[TUHS] Looking back to 1981 - what pascal was popular on what unix?

Will Senn will.senn at gmail.com
Sat Jan 29 10:40:36 AEST 2022


On 1/28/22 5:31 PM, Will Senn wrote:
> On 1/28/22 5:18 PM, Dan Cross wrote:
>> On Fri, Jan 28, 2022 at 6:09 PM Will Senn <will.senn at gmail.com> wrote:
>>
>>     I'm reading in, Kernighan & Plauger's 1981 edition of Software
>>     Tools in Pascal and in the book, the author's mention Bill Joy's
>>     Pascal and Andy Tanenbaum's as being rock solid. So, a few
>>     related questions:
>>
>>     1. What edition of UNIX were they likely to be using?
>>
>>
>> I'm afraid I can't speak to your 2nd and 3rd questions, but I can 
>> offer what I think is a reasonable guess about the first.
>>
>> One of the neat things about Unix and Unix-adjacent books of that era 
>> is that very often the copyright page held some information about the 
>> production of the book itself. I just so happened to have a copy of, 
>> "Software Tools in Pascal" sitting on my desk, and it says, "This 
>> books as set in Times Roman and Courier by the authors, using a 
>> Mergenthaler Linotron 202 phototypesetter driven by a PDP-11/70 
>> running the Unix operating system."
>>
>> Given the PDP-11 and the date (1981) one may reasonably conclude that 
>> it was running 7th Edition. I imagine the pascal was Joy's, from 
>> Berkeley.
>>
>>         - Dan C.
>>
> Great hint. 20 seconds after I hit send on the original email, I came 
> across this:
> http://www.lysator.liu.se/c/bwk-on-pascal.html
>
> Where Brian Kernighan talks about the challenges they faced porting 
> the ratfor examples into pascal. He explains that:
>
>     The programs were first written in that dialect of Pascal
>     supported by the Pascal interpreter pi provided by the University
>     of California at Berkeley. The language is close to the nominal
>     standard of Jensen and Wirth,(6
>     <http://www.lysator.liu.se/c/bwk-on-pascal.html#lit-6>) with good
>     diagnostics and careful run-time checking. Since then, the
>     programs have also been run, unchanged except for new libraries of
>     primitives, on four other systems: an interpreter from the Free
>     University of Amsterdam (hereinafter referred to as VU, for Vrije
>     Universiteit), a VAX version of the Berkeley system (a true
>     compiler), a compiler purveyed by Whitesmiths, Ltd., and UCSD
>     Pascal on a Z80. All but the last of these Pascal systems are
>     written in C.
>
> So, you were right about it being Joy's pi.
>
> Thanks,
>
> Will

On the good news front, I was able to find a working pi/px environment - 
4.2bsd built from tape on simulated vax780 works great (thank god vi 
works there, too) and will run the programs in the book without mods, 
out of the box. 4.3 would probably work similarly (I put it on the 
list). I tried compiling the pascal distributed via 2bsd on v7, but 
wasn't able to get it built (story of my life). This is prolly expected 
because the notes in the distro say "This is still set up for version 
6", so I'll stick with 4.2 for the time being. Just glad to have a 
working environment to supplement the reading.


TASK DETAILS – Go through the data below line by line and count those containing the word "name". Reply with the count only.

##### DATASET RECORDS #####

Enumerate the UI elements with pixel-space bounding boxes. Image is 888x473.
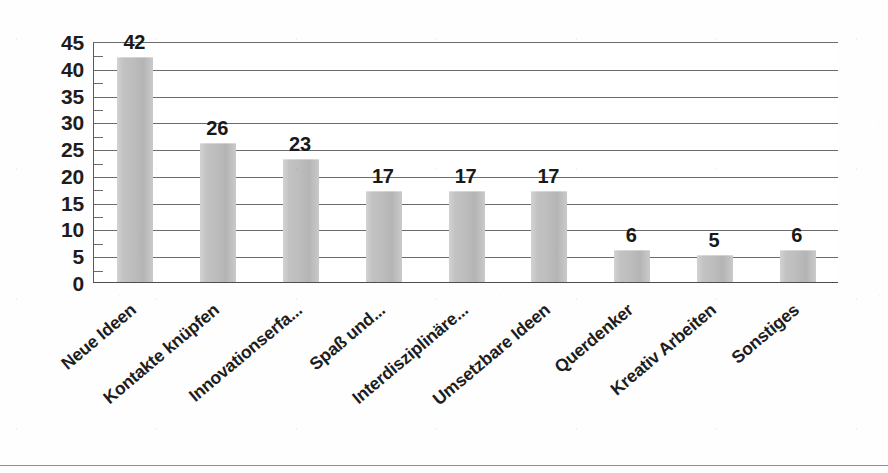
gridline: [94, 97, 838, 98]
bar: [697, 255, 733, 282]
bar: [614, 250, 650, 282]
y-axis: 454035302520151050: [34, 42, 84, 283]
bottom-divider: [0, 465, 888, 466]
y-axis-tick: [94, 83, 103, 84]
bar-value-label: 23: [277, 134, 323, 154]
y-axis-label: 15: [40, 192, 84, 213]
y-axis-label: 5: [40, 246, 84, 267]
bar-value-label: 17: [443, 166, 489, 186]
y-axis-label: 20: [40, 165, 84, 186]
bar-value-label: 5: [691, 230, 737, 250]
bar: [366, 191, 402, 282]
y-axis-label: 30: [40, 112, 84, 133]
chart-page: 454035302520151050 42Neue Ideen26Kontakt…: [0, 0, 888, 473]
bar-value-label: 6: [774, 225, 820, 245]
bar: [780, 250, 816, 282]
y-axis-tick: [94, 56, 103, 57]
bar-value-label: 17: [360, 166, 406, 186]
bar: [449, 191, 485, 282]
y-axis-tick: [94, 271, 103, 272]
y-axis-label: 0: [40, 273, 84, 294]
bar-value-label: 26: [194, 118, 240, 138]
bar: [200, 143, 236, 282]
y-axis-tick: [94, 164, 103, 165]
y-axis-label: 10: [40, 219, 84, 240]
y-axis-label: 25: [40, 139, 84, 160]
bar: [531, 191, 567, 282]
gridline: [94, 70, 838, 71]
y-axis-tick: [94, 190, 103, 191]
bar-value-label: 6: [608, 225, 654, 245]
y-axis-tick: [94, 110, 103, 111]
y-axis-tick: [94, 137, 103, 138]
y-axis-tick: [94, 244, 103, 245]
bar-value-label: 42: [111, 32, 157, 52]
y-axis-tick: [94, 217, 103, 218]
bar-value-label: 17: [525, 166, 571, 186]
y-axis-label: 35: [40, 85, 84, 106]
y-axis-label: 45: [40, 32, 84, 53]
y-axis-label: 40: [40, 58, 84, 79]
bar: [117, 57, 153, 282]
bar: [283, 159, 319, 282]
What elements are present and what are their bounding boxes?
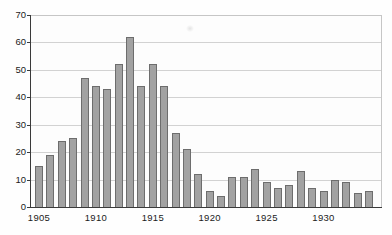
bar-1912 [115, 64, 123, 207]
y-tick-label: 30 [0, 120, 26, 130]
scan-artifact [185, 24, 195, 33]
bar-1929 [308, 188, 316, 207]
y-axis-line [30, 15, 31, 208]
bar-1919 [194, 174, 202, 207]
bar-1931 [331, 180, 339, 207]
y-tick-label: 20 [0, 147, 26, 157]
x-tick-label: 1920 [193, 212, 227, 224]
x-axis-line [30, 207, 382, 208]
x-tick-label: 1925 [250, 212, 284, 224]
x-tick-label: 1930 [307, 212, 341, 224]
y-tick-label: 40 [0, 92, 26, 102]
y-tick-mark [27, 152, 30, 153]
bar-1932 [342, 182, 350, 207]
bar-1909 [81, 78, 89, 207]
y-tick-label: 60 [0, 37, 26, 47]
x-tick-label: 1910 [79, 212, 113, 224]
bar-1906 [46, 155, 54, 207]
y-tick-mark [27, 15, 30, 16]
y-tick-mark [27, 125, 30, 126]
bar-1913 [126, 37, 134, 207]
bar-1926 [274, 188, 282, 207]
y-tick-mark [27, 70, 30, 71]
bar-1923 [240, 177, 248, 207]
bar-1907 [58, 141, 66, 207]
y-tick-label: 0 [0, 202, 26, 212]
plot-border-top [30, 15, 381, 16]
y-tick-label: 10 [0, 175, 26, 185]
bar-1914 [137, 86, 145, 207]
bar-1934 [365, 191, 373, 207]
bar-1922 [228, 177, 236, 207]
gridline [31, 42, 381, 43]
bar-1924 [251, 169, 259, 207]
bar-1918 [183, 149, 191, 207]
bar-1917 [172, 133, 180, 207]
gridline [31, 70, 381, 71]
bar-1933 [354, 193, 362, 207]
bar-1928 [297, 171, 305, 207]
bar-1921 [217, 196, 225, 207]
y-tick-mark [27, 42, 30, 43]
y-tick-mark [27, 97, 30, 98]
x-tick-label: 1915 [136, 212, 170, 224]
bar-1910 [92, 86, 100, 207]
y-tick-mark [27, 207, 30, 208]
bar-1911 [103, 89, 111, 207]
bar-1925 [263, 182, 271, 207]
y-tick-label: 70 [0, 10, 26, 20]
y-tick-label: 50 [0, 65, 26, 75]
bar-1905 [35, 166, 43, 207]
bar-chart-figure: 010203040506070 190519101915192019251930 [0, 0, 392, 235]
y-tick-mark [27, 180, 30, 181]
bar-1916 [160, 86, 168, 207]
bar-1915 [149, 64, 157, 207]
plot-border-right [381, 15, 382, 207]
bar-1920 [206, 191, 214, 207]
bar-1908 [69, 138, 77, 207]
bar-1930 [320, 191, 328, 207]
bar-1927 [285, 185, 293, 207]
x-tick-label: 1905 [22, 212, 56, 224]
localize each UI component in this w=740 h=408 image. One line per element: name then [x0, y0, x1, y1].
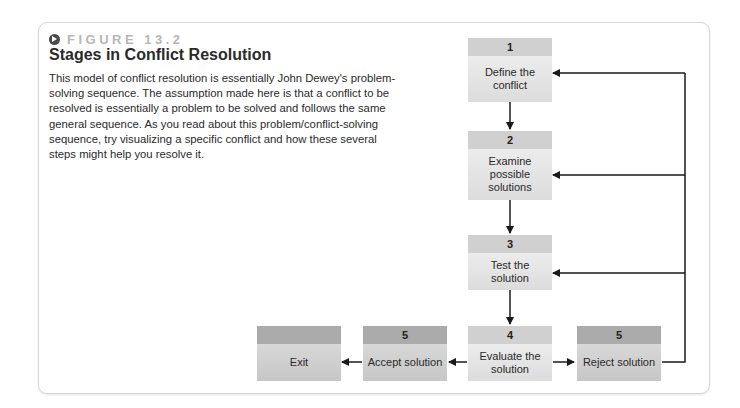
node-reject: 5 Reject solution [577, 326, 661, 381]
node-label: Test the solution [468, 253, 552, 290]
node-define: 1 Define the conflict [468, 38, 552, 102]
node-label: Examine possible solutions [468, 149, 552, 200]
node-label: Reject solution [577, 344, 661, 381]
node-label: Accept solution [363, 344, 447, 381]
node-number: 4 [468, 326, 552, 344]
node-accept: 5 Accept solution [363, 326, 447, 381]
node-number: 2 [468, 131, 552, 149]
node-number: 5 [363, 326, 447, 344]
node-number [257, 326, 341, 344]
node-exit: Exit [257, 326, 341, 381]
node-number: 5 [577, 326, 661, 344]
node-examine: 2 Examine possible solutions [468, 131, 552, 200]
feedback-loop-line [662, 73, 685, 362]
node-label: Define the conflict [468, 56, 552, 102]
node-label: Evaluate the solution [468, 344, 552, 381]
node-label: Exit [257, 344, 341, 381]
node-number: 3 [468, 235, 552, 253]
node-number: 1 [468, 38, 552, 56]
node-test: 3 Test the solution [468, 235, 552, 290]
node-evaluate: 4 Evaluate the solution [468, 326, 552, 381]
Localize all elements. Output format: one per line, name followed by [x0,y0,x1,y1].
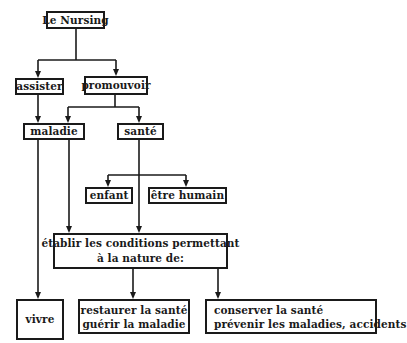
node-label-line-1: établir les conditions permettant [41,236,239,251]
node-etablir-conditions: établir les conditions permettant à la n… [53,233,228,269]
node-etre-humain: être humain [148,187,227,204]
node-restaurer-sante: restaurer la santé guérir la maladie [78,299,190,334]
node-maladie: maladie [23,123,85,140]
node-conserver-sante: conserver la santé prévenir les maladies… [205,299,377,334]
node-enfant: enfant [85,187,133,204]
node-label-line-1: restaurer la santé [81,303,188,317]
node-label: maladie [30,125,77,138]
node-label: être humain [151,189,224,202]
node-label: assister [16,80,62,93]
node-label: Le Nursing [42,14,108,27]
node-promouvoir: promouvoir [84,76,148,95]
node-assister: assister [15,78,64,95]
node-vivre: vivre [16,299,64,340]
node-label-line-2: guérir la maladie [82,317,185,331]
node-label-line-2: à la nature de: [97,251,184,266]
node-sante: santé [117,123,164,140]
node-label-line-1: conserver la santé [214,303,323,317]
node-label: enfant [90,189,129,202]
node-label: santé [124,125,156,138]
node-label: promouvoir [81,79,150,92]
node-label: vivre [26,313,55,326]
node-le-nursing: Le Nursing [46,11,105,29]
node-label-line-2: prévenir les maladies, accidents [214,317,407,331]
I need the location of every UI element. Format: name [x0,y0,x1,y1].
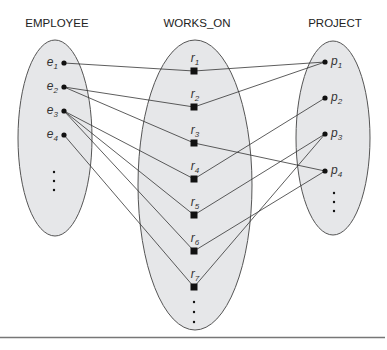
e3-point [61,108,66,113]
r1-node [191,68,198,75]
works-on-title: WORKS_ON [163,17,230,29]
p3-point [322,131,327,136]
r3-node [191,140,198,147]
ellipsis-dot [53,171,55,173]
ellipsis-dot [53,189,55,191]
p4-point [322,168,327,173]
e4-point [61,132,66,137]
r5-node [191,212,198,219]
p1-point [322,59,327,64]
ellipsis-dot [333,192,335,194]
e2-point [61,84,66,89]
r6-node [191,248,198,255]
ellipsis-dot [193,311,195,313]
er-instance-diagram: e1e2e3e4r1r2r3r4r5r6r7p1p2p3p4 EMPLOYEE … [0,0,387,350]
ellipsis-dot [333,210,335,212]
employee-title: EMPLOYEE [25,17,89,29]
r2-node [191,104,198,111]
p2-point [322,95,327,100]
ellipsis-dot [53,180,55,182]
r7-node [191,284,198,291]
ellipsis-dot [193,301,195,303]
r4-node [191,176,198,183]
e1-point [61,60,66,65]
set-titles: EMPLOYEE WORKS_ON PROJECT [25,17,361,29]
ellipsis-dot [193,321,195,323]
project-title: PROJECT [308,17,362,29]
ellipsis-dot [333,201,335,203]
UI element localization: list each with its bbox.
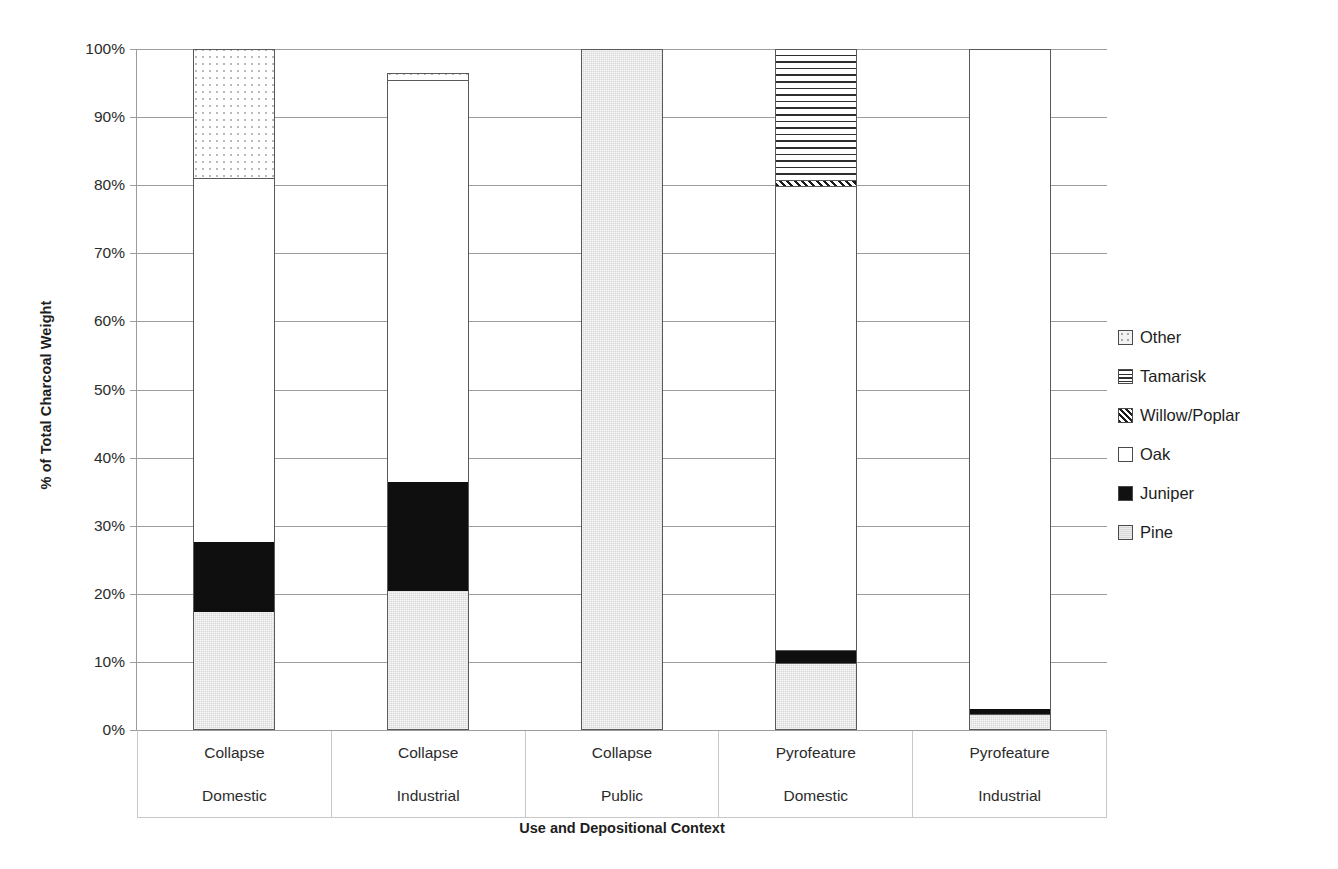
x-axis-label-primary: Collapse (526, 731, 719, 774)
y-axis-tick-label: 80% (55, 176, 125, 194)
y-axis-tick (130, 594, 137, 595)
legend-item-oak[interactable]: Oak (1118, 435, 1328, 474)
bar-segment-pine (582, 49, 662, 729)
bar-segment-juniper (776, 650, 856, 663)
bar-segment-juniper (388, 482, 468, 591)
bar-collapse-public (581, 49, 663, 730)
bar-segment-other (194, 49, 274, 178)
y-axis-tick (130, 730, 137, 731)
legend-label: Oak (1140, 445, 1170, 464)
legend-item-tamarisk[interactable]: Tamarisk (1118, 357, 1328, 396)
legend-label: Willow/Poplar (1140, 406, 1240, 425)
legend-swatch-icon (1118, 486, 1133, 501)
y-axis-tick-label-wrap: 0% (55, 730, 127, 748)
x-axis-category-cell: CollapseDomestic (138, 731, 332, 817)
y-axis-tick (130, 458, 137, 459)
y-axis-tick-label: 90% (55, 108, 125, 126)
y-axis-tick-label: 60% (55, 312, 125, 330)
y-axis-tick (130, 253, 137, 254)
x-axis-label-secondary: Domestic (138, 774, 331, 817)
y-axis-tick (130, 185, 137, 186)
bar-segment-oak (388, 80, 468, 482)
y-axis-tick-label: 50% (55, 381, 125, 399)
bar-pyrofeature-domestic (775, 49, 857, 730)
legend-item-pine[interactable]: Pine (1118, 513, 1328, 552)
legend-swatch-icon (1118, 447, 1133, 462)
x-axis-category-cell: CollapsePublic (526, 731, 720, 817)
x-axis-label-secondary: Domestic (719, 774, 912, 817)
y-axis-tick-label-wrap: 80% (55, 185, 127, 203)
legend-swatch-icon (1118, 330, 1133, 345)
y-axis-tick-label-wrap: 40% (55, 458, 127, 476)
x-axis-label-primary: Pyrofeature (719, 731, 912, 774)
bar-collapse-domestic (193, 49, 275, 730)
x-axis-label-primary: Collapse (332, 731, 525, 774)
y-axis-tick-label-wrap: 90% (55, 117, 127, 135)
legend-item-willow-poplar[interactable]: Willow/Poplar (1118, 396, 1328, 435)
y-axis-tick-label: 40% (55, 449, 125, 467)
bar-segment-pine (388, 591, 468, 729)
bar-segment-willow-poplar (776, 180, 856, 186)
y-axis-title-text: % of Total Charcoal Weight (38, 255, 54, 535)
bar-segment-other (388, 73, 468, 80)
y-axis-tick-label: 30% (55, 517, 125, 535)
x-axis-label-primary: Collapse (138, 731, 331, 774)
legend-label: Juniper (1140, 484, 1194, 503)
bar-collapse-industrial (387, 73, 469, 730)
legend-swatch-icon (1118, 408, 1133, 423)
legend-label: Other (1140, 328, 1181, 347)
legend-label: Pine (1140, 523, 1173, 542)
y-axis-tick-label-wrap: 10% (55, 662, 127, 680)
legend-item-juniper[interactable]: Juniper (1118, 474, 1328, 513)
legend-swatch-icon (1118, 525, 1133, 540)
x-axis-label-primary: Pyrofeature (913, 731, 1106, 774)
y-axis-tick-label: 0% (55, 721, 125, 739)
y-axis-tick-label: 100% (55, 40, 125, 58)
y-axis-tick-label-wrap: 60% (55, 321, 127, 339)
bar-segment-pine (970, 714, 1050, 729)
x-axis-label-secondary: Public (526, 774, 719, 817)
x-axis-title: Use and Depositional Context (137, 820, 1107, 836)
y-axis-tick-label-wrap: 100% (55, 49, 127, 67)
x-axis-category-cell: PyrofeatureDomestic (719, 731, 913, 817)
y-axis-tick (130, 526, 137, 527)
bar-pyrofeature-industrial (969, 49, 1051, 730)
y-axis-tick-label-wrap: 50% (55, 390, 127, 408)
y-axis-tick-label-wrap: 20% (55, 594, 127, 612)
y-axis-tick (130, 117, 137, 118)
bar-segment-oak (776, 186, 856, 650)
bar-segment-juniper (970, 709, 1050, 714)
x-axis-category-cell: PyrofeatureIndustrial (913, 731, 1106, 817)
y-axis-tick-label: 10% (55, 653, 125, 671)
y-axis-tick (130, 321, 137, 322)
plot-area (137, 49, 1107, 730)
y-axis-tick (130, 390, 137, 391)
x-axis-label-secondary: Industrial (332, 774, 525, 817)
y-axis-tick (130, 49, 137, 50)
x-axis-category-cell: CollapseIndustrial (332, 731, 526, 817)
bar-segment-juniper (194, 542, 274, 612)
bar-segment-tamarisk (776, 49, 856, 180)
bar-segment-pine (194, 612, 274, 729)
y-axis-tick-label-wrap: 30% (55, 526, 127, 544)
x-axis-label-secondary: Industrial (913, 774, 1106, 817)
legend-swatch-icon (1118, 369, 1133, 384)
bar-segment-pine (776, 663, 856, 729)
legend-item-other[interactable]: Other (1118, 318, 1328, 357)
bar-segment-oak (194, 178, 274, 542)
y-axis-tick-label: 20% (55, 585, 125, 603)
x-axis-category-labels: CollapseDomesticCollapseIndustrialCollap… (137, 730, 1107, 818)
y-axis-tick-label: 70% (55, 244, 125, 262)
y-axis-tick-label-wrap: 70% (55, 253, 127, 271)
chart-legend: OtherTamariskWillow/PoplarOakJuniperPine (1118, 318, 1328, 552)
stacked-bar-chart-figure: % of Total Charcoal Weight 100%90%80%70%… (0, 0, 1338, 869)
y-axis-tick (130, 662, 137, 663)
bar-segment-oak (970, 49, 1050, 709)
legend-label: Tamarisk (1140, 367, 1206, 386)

#####

ANSWER – 3